If you read Conversion Diary, you will know about her reckless experiment with prayer and its fruits. I am going to try a reckless experiment of my own.
For the ten years that we have had an internet connection in our home, I have struggled with my use of time. It's so easy to sit down and piddle away half an hour. Or more. I have tried to set limits for myself. It doesn't work very well. I give up reading blogs for Lent, say, but then I succumb to the lure of the Ravelry forums instead. I say I'll only spend x amount of time on the computer. It always expands. Always.
I am still thinking about New Year's resolutions here. (I know the new year started two weeks ago, but I am giving myself an extension since I had a baby on the 23rd of December. Oh! I keep meaning to follow through on my promise of chocolate to the person who guessed when the baby would arrive -- more on that very soon.) Over the weekend I was in the adoration chapel with the baby and felt a tug toward a deeper prayer life -- a call, specifically, to pray without ceasing.
I am going to work on that in two ways, both of which were prompted by another look at A Mother's Rule of Life. First, the easy part if I will only remember it, is to invite the presence of God regularly throughout the day. It's funny, but I started doing this when I was in a rough spot. I was feeling blue and easily angered, wondering if I was sliding toward some postpartum mood disorder, and so my prayers went like, "Lord, I invite you into this moment when I have just bellowed at my children." Or, "I invite you into the cleanup of this exploded light bulb which is SO not how I want to be spending my time." But maybe that was a good place to start, because I need to remember that the Lord is not a guest who only wants to visit when the kitchen is clean and the hand towels are freshly laundered.
The harder part, the part that feels a little crazy, is that I am going to try to cut down radically on computer drift by spending less time on purely recreational computer use (reading blogs, playing games, goofing around on Ravelry or Facebook or whatever comes along next) than I do in prayer. Gulp. That will be, let me make it clear, a significant shift.
I will need to do some fine-tuning of this idea. If I put writing blog posts or dealing with email into the "purely recreational" category, I will never post and will be perpetually behind on email. If I don't, it will be easy for me to let that time balloon. There is a part of me that really likes the anesthetic effect of sitting down in front of the screen and drifting for a while. But that phrase -- "the anesthetic effect" -- is key here: I don't want to be like the alcoholic who gives up drinking but starts smoking pot daily.
Maybe an important part of the balance is to invite God into my computer use as well. I don't know exactly what it will look like. I only know that I'm tired of the imbalance, and ready to make a change.
I wrote this post yesterday and got cold feet at the end. Did I want to hit publish on a post announcing that I'm going to attempt something I will be certain to struggle with? Struggle a lot, even? But I think I do. There are 350 days, 50 weeks, left in 2009. How much can I grow in prudence and detachment over those 50 weeks? No idea. But if I don't try, I'll never find out.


From the line containing "Image is 825x464 pixels." to the line containing "Image is 640x294 pixels." in the records below, set down every line exactly as it stands, both ends included, and skip the pictures.

--- Input data Enclosed Below ---

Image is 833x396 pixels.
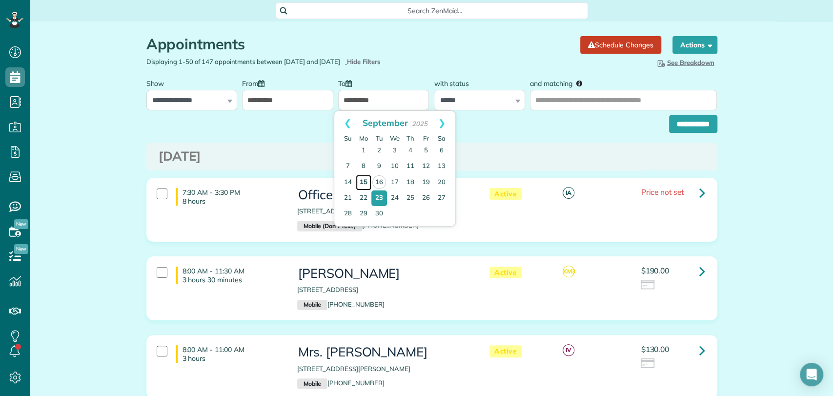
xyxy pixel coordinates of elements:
a: 14 [340,175,356,190]
small: Mobile (Don't Text) [297,220,362,231]
span: New [14,219,28,229]
span: 2025 [412,119,427,127]
h4: 8:00 AM - 11:30 AM [176,266,282,284]
a: Prev [334,111,361,135]
label: From [242,74,269,92]
a: 8 [356,159,371,174]
a: 16 [372,175,386,189]
small: Mobile [297,299,327,310]
label: and matching [530,74,589,92]
a: 13 [434,159,449,174]
span: $130.00 [640,344,669,354]
a: 30 [371,206,387,221]
label: To [338,74,357,92]
span: Active [489,188,521,200]
a: Mobile[PHONE_NUMBER] [297,300,384,308]
a: 9 [371,159,387,174]
p: [STREET_ADDRESS][PERSON_NAME] [297,364,470,373]
a: 2 [371,143,387,159]
span: September [362,117,408,128]
span: IA [562,187,574,198]
span: Tuesday [376,134,383,142]
h4: 8:00 AM - 11:00 AM [176,345,282,362]
p: [STREET_ADDRESS][US_STATE] [297,206,470,216]
span: Hide Filters [347,57,380,66]
a: 18 [402,175,418,190]
span: Saturday [437,134,445,142]
span: Friday [423,134,429,142]
a: 11 [402,159,418,174]
a: 4 [402,143,418,159]
span: New [14,244,28,254]
span: Thursday [406,134,414,142]
a: 3 [387,143,402,159]
a: 27 [434,190,449,206]
a: 17 [387,175,402,190]
a: 7 [340,159,356,174]
div: Displaying 1-50 of 147 appointments between [DATE] and [DATE] [139,57,432,66]
a: Mobile[PHONE_NUMBER] [297,378,384,386]
a: 5 [418,143,434,159]
p: 8 hours [182,197,282,205]
a: 23 [371,190,387,206]
small: Mobile [297,378,327,389]
span: IV [562,344,574,356]
h3: [DATE] [159,149,705,163]
span: KM3 [562,265,574,277]
div: Open Intercom Messenger [799,362,823,386]
a: 26 [418,190,434,206]
a: Hide Filters [345,58,380,65]
span: Active [489,345,521,357]
p: 3 hours [182,354,282,362]
a: 22 [356,190,371,206]
span: Price not set [640,187,683,197]
a: Next [428,111,455,135]
button: Actions [672,36,717,54]
span: Sunday [344,134,352,142]
img: icon_credit_card_neutral-3d9a980bd25ce6dbb0f2033d7200983694762465c175678fcbc2d8f4bc43548e.png [640,279,655,290]
a: 24 [387,190,402,206]
a: 12 [418,159,434,174]
h3: Office (Shcs) [297,188,470,202]
a: 10 [387,159,402,174]
a: 29 [356,206,371,221]
p: [STREET_ADDRESS] [297,285,470,294]
span: Monday [359,134,368,142]
a: Schedule Changes [580,36,660,54]
a: 6 [434,143,449,159]
a: 15 [356,175,371,190]
span: See Breakdown [655,59,714,66]
span: Active [489,266,521,278]
a: 1 [356,143,371,159]
a: 21 [340,190,356,206]
h1: Appointments [146,36,573,52]
a: 20 [434,175,449,190]
span: Wednesday [390,134,399,142]
a: 19 [418,175,434,190]
h3: Mrs. [PERSON_NAME] [297,345,470,359]
p: 3 hours 30 minutes [182,275,282,284]
h3: [PERSON_NAME] [297,266,470,280]
a: Mobile (Don't Text)[PHONE_NUMBER] [297,221,418,229]
button: See Breakdown [652,57,717,68]
img: icon_credit_card_neutral-3d9a980bd25ce6dbb0f2033d7200983694762465c175678fcbc2d8f4bc43548e.png [640,358,655,369]
a: 25 [402,190,418,206]
span: $190.00 [640,265,669,275]
h4: 7:30 AM - 3:30 PM [176,188,282,205]
a: 28 [340,206,356,221]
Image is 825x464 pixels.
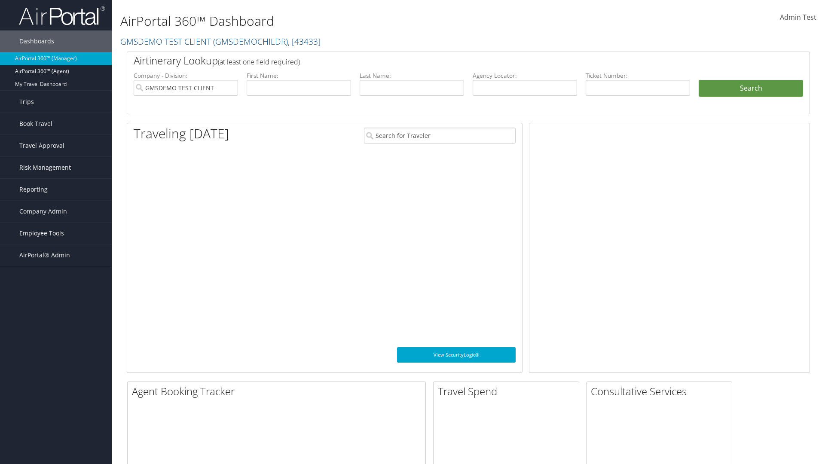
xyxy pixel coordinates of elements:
[780,4,816,31] a: Admin Test
[19,6,105,26] img: airportal-logo.png
[218,57,300,67] span: (at least one field required)
[19,91,34,113] span: Trips
[19,157,71,178] span: Risk Management
[438,384,579,399] h2: Travel Spend
[19,201,67,222] span: Company Admin
[19,179,48,200] span: Reporting
[19,223,64,244] span: Employee Tools
[19,31,54,52] span: Dashboards
[586,71,690,80] label: Ticket Number:
[591,384,732,399] h2: Consultative Services
[699,80,803,97] button: Search
[780,12,816,22] span: Admin Test
[120,36,321,47] a: GMSDEMO TEST CLIENT
[473,71,577,80] label: Agency Locator:
[120,12,584,30] h1: AirPortal 360™ Dashboard
[132,384,425,399] h2: Agent Booking Tracker
[134,125,229,143] h1: Traveling [DATE]
[397,347,516,363] a: View SecurityLogic®
[19,244,70,266] span: AirPortal® Admin
[213,36,288,47] span: ( GMSDEMOCHILDR )
[134,53,746,68] h2: Airtinerary Lookup
[360,71,464,80] label: Last Name:
[19,135,64,156] span: Travel Approval
[364,128,516,144] input: Search for Traveler
[19,113,52,134] span: Book Travel
[288,36,321,47] span: , [ 43433 ]
[134,71,238,80] label: Company - Division:
[247,71,351,80] label: First Name:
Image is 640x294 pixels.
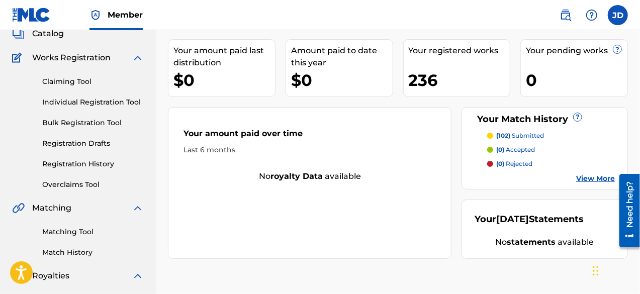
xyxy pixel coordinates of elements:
[12,52,25,64] img: Works Registration
[496,146,504,153] span: (0)
[173,69,275,92] div: $0
[475,113,615,126] div: Your Match History
[496,160,504,167] span: (0)
[526,69,627,92] div: 0
[132,52,144,64] img: expand
[291,69,393,92] div: $0
[409,69,510,92] div: 236
[576,173,615,184] a: View More
[42,138,144,149] a: Registration Drafts
[108,9,143,21] span: Member
[574,113,582,121] span: ?
[42,247,144,258] a: Match History
[496,131,544,140] p: submitted
[613,45,621,53] span: ?
[475,213,584,226] div: Your Statements
[42,118,144,128] a: Bulk Registration Tool
[42,227,144,237] a: Matching Tool
[32,270,69,282] span: Royalties
[173,45,275,69] div: Your amount paid last distribution
[556,5,576,25] a: Public Search
[582,5,602,25] div: Help
[42,76,144,87] a: Claiming Tool
[475,236,615,248] div: No available
[89,9,102,21] img: Top Rightsholder
[586,9,598,21] img: help
[168,170,451,183] div: No available
[612,170,640,251] iframe: Resource Center
[487,159,615,168] a: (0) rejected
[560,9,572,21] img: search
[507,237,556,247] strong: statements
[32,28,64,40] span: Catalog
[487,145,615,154] a: (0) accepted
[270,171,323,181] strong: royalty data
[526,45,627,57] div: Your pending works
[291,45,393,69] div: Amount paid to date this year
[12,202,25,214] img: Matching
[590,246,640,294] iframe: Chat Widget
[32,52,111,64] span: Works Registration
[12,28,64,40] a: CatalogCatalog
[42,159,144,169] a: Registration History
[42,179,144,190] a: Overclaims Tool
[32,202,71,214] span: Matching
[496,132,510,139] span: (102)
[496,145,535,154] p: accepted
[132,202,144,214] img: expand
[184,128,436,145] div: Your amount paid over time
[496,159,532,168] p: rejected
[42,97,144,108] a: Individual Registration Tool
[487,131,615,140] a: (102) submitted
[593,256,599,286] div: Drag
[496,214,529,225] span: [DATE]
[132,270,144,282] img: expand
[12,28,24,40] img: Catalog
[12,8,51,22] img: MLC Logo
[608,5,628,25] div: User Menu
[409,45,510,57] div: Your registered works
[184,145,436,155] div: Last 6 months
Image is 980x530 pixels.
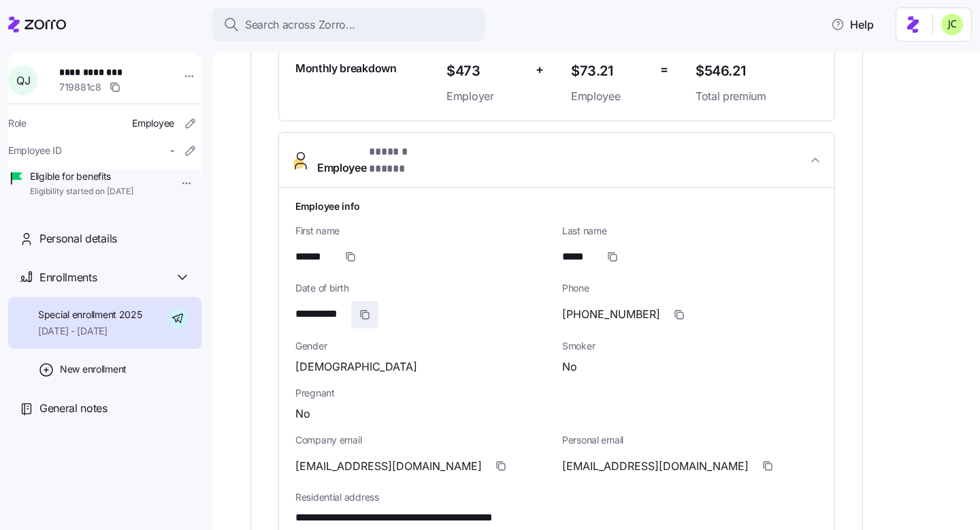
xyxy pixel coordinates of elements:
[562,358,577,375] span: No
[295,60,397,77] span: Monthly breakdown
[562,305,660,323] span: [PHONE_NUMBER]
[8,116,26,130] span: Role
[245,16,355,34] span: Search across Zorro...
[562,433,818,447] span: Personal email
[8,144,62,158] span: Employee ID
[295,281,552,294] span: Date of birth
[295,358,418,375] span: [DEMOGRAPHIC_DATA]
[447,60,524,82] span: $473
[40,400,108,417] span: General notes
[831,16,874,33] span: Help
[562,281,818,294] span: Phone
[820,11,885,38] button: Help
[562,339,818,352] span: Smoker
[295,405,311,422] span: No
[132,116,174,130] span: Employee
[562,458,748,475] span: [EMAIL_ADDRESS][DOMAIN_NAME]
[40,230,117,247] span: Personal details
[295,490,818,504] span: Residential address
[30,169,133,183] span: Eligible for benefits
[562,224,818,237] span: Last name
[295,224,552,237] span: First name
[295,386,818,400] span: Pregnant
[30,186,133,198] span: Eligibility started on [DATE]
[59,81,101,94] span: 719881c8
[295,339,552,352] span: Gender
[16,75,30,86] span: Q J
[317,144,445,177] span: Employee
[295,458,482,475] span: [EMAIL_ADDRESS][DOMAIN_NAME]
[40,269,97,286] span: Enrollments
[696,60,818,82] span: $546.21
[696,88,818,105] span: Total premium
[571,88,649,105] span: Employee
[38,308,142,322] span: Special enrollment 2025
[535,60,543,80] span: +
[295,198,818,213] h1: Employee info
[170,144,174,158] span: -
[38,324,142,338] span: [DATE] - [DATE]
[212,8,485,41] button: Search across Zorro...
[660,60,668,80] span: =
[60,362,127,376] span: New enrollment
[941,14,963,35] img: 0d5040ea9766abea509702906ec44285
[295,433,552,447] span: Company email
[571,60,649,82] span: $73.21
[447,88,524,105] span: Employer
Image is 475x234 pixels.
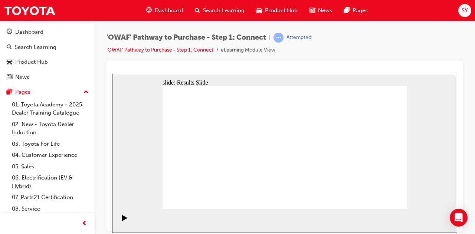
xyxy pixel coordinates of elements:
[309,6,315,15] span: news-icon
[4,141,16,154] button: Play (Ctrl+Alt+P)
[250,3,304,18] a: car-iconProduct Hub
[304,3,338,18] a: news-iconNews
[9,172,92,192] a: 06. Electrification (EV & Hybrid)
[3,85,92,99] button: Pages
[9,161,92,173] a: 05. Sales
[7,44,12,51] span: search-icon
[83,88,89,97] span: up-icon
[221,46,275,55] li: eLearning Module View
[3,55,92,69] a: Product Hub
[155,6,183,15] span: Dashboard
[458,4,471,17] button: SY
[106,47,213,53] a: 'OWAF' Pathway to Purchase - Step 1: Connect
[106,33,266,42] span: 'OWAF' Pathway to Purchase - Step 1: Connect
[195,6,200,15] span: search-icon
[15,88,30,96] div: Pages
[9,119,92,138] a: 02. New - Toyota Dealer Induction
[338,3,374,18] a: pages-iconPages
[273,33,283,43] span: learningRecordVerb_ATTEMPT-icon
[9,99,92,119] a: 01. Toyota Academy - 2025 Dealer Training Catalogue
[462,6,468,15] span: SY
[9,138,92,150] a: 03. Toyota For Life
[189,3,250,18] a: search-iconSearch Learning
[9,150,92,161] a: 04. Customer Experience
[353,6,368,15] span: Pages
[9,203,92,215] a: 08. Service
[140,3,189,18] a: guage-iconDashboard
[146,6,152,15] span: guage-icon
[9,192,92,203] a: 07. Parts21 Certification
[318,6,332,15] span: News
[344,6,350,15] span: pages-icon
[265,6,298,15] span: Product Hub
[7,59,12,66] span: car-icon
[3,40,92,54] a: Search Learning
[7,29,12,36] span: guage-icon
[3,71,92,84] a: News
[269,33,271,42] span: |
[3,24,92,85] button: DashboardSearch LearningProduct HubNews
[203,6,245,15] span: Search Learning
[256,6,262,15] span: car-icon
[4,2,56,19] img: Trak
[7,89,12,96] span: pages-icon
[15,58,48,66] div: Product Hub
[286,34,311,41] div: Attempted
[4,135,16,159] div: playback controls
[15,73,29,82] div: News
[15,28,43,36] div: Dashboard
[15,43,56,52] div: Search Learning
[3,25,92,39] a: Dashboard
[82,219,87,229] span: prev-icon
[450,209,468,227] div: Open Intercom Messenger
[7,74,12,81] span: news-icon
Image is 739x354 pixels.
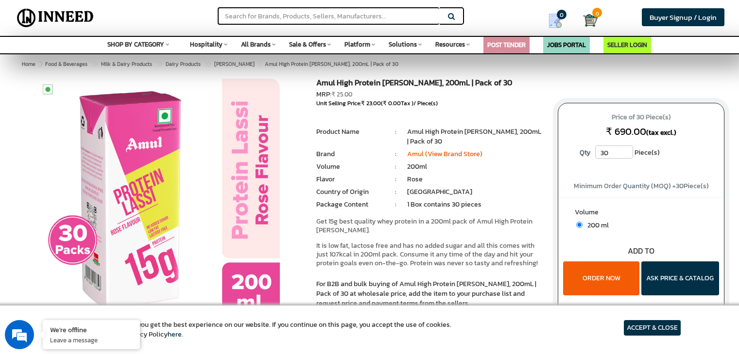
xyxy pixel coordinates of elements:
[316,79,543,90] h1: Amul High Protein [PERSON_NAME], 200mL | Pack of 30
[567,110,714,125] span: Price of 30 Piece(s)
[99,58,154,70] a: Milk & Dairy Products
[39,60,42,68] span: >
[241,40,270,49] span: All Brands
[574,146,595,160] label: Qty
[20,58,37,70] a: Home
[384,187,407,197] li: :
[407,175,543,185] li: Rose
[583,13,597,28] img: Cart
[166,60,201,68] span: Dairy Products
[258,58,263,70] span: >
[316,175,384,185] li: Flavor
[316,127,384,137] li: Product Name
[556,10,566,19] span: 0
[623,320,680,336] article: ACCEPT & CLOSE
[204,58,209,70] span: >
[388,40,417,49] span: Solutions
[675,181,683,191] span: 30
[605,124,646,139] span: ₹ 690.00
[289,40,326,49] span: Sale & Offers
[384,162,407,172] li: :
[316,218,543,235] p: Get 15g best quality whey protein in a 200ml pack of Amul High Protein [PERSON_NAME].
[45,60,87,68] span: Food & Beverages
[563,262,639,296] button: ORDER NOW
[487,40,525,50] a: POST TENDER
[573,181,708,191] span: Minimum Order Quantity (MOQ) = Piece(s)
[641,8,724,26] a: Buyer Signup / Login
[218,7,439,25] input: Search for Brands, Products, Sellers, Manufacturers...
[164,58,202,70] a: Dairy Products
[407,187,543,197] li: [GEOGRAPHIC_DATA]
[212,58,256,70] a: [PERSON_NAME]
[384,175,407,185] li: :
[168,330,182,340] a: here
[43,60,398,68] span: Amul High Protein [PERSON_NAME], 200mL | Pack of 30
[607,40,647,50] a: SELLER LOGIN
[574,208,707,220] label: Volume
[37,79,280,321] img: Amul High Protein Rose Lassi, 200mL
[407,162,543,172] li: 200ml
[558,246,723,257] div: ADD TO
[190,40,222,49] span: Hospitality
[316,150,384,159] li: Brand
[646,128,676,138] span: (tax excl.)
[547,40,586,50] a: JOBS PORTAL
[384,200,407,210] li: :
[316,242,543,268] p: It is low fat, lactose free and has no added sugar and all this comes with just 107kcal in 200ml ...
[535,10,583,32] a: my Quotes 0
[583,10,590,31] a: Cart 0
[548,14,562,28] img: Show My Quotes
[214,60,254,68] span: [PERSON_NAME]
[634,146,659,160] span: Piece(s)
[407,149,482,159] a: Amul (View Brand Store)
[50,325,133,335] div: We're offline
[50,336,133,345] p: Leave a message
[316,200,384,210] li: Package Content
[582,220,608,231] span: 200 ml
[383,99,401,108] span: ₹ 0.00
[435,40,465,49] span: Resources
[316,100,543,108] div: Unit Selling Price: ( Tax )
[13,6,98,30] img: Inneed.Market
[407,200,543,210] li: 1 Box contains 30 pieces
[384,150,407,159] li: :
[641,262,719,296] button: ASK PRICE & CATALOG
[413,99,437,108] span: / Piece(s)
[316,280,543,309] p: For B2B and bulk buying of Amul High Protein [PERSON_NAME], 200mL | Pack of 30 at wholesale price...
[107,40,164,49] span: SHOP BY CATEGORY
[155,58,160,70] span: >
[384,127,407,137] li: :
[316,90,543,100] div: MRP:
[331,90,352,99] span: ₹ 25.00
[407,127,543,147] li: Amul High Protein [PERSON_NAME], 200mL | Pack of 30
[316,162,384,172] li: Volume
[649,12,716,23] span: Buyer Signup / Login
[592,8,602,17] span: 0
[58,320,451,340] article: We use cookies to ensure you get the best experience on our website. If you continue on this page...
[316,187,384,197] li: Country of Origin
[91,58,96,70] span: >
[361,99,381,108] span: ₹ 23.00
[43,58,89,70] a: Food & Beverages
[101,60,152,68] span: Milk & Dairy Products
[344,40,370,49] span: Platform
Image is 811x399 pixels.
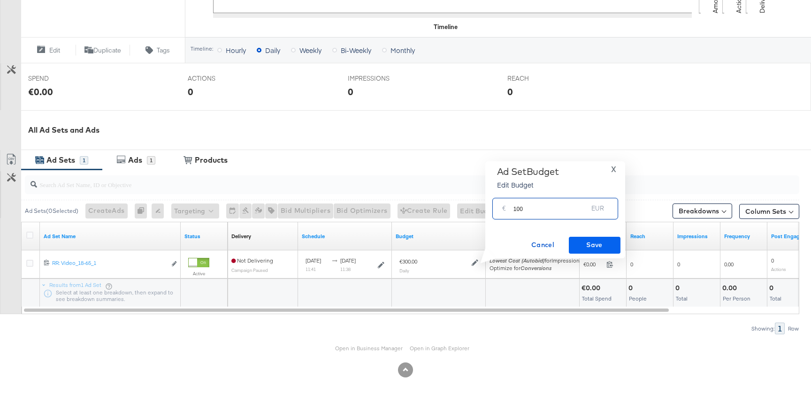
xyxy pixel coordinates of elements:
div: €300.00 [399,258,417,266]
span: [DATE] [340,257,356,264]
sub: Daily [399,268,409,274]
span: Bi-Weekly [341,46,371,55]
span: Total [770,295,781,302]
div: Delivery [231,233,251,240]
a: Shows when your Ad Set is scheduled to deliver. [302,233,388,240]
a: The average number of times your ad was served to each person. [724,233,763,240]
span: €0.00 [583,261,603,268]
div: 1 [80,156,88,165]
div: 0 [628,284,635,293]
div: 1 [147,156,155,165]
div: Ad Set Budget [497,166,559,177]
span: People [629,295,647,302]
div: € [498,202,510,219]
a: Open in Business Manager [335,345,403,352]
label: Active [188,271,209,277]
a: Open in Graph Explorer [410,345,469,352]
div: Row [787,326,799,332]
button: Save [569,237,620,254]
span: Daily [265,46,280,55]
span: 0 [771,257,774,264]
div: 0.00 [722,284,740,293]
span: Save [572,239,617,251]
a: Your Ad Set name. [44,233,177,240]
div: 0 [507,85,513,99]
button: Breakdowns [672,204,732,219]
div: 0 [675,284,682,293]
div: EUR [587,202,608,219]
div: Ad Sets [46,155,75,166]
span: Monthly [390,46,415,55]
a: Shows the current state of your Ad Set. [184,233,224,240]
em: Conversions [520,265,551,272]
sub: 11:41 [305,267,316,272]
button: X [607,166,620,173]
a: Shows the current budget of Ad Set. [396,233,482,240]
span: [DATE] [305,257,321,264]
span: 0.00 [724,261,733,268]
a: The number of people your ad was served to. [630,233,670,240]
sub: 11:38 [340,267,351,272]
button: Column Sets [739,204,799,219]
span: REACH [507,74,578,83]
div: 0 [348,85,353,99]
div: Showing: [751,326,775,332]
div: Products [195,155,228,166]
input: Enter your budget [513,195,588,215]
button: Edit [21,45,76,56]
span: SPEND [28,74,99,83]
span: 0 [677,261,680,268]
div: RR: Video_18-65_1 [52,259,166,267]
div: Optimize for [489,265,582,272]
span: Duplicate [93,46,121,55]
div: Timeline: [190,46,214,52]
em: Lowest Cost (Autobid) [489,257,545,264]
div: €0.00 [581,284,603,293]
span: Total [676,295,687,302]
button: Tags [130,45,185,56]
span: Tags [157,46,170,55]
sub: Campaign Paused [231,267,268,273]
span: Edit [49,46,60,55]
span: Not Delivering [231,257,273,264]
div: 0 [769,284,776,293]
span: Hourly [226,46,246,55]
sub: Actions [771,267,786,272]
div: 0 [135,204,152,219]
span: Per Person [723,295,750,302]
p: Edit Budget [497,180,559,190]
a: The number of times your ad was served. On mobile apps an ad is counted as served the first time ... [677,233,717,240]
span: ACTIONS [188,74,258,83]
span: IMPRESSIONS [348,74,418,83]
button: Cancel [517,237,569,254]
div: €0.00 [28,85,53,99]
span: Weekly [299,46,321,55]
span: Total Spend [582,295,611,302]
span: 0 [630,261,633,268]
div: 1 [775,323,785,335]
a: RR: Video_18-65_1 [52,259,166,269]
input: Search Ad Set Name, ID or Objective [37,172,729,190]
span: X [611,163,616,176]
a: Reflects the ability of your Ad Set to achieve delivery based on ad states, schedule and budget. [231,233,251,240]
button: Duplicate [76,45,130,56]
span: Cancel [521,239,565,251]
div: 0 [188,85,193,99]
div: Ads [128,155,142,166]
div: Ad Sets ( 0 Selected) [25,207,78,215]
div: All Ad Sets and Ads [28,125,811,136]
span: for Impressions [489,257,582,264]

--- End of Enclosed Input data ---

* [Task result]
Image is 825x464 pixels.
xyxy pixel coordinates of elements:
[780,4,816,31] a: Admin Test
[19,6,105,26] img: airportal-logo.png
[218,57,300,67] span: (at least one field required)
[19,91,34,113] span: Trips
[19,157,71,178] span: Risk Management
[438,384,579,399] h2: Travel Spend
[19,201,67,222] span: Company Admin
[19,179,48,200] span: Reporting
[19,223,64,244] span: Employee Tools
[19,31,54,52] span: Dashboards
[586,71,690,80] label: Ticket Number:
[591,384,732,399] h2: Consultative Services
[699,80,803,97] button: Search
[780,12,816,22] span: Admin Test
[120,36,321,47] a: GMSDEMO TEST CLIENT
[473,71,577,80] label: Agency Locator:
[120,12,584,30] h1: AirPortal 360™ Dashboard
[132,384,425,399] h2: Agent Booking Tracker
[134,125,229,143] h1: Traveling [DATE]
[397,347,516,363] a: View SecurityLogic®
[19,244,70,266] span: AirPortal® Admin
[213,36,288,47] span: ( GMSDEMOCHILDR )
[134,53,746,68] h2: Airtinerary Lookup
[360,71,464,80] label: Last Name:
[19,135,64,156] span: Travel Approval
[364,128,516,144] input: Search for Traveler
[19,113,52,134] span: Book Travel
[288,36,321,47] span: , [ 43433 ]
[134,71,238,80] label: Company - Division:
[247,71,351,80] label: First Name:
Image is 640x294 pixels.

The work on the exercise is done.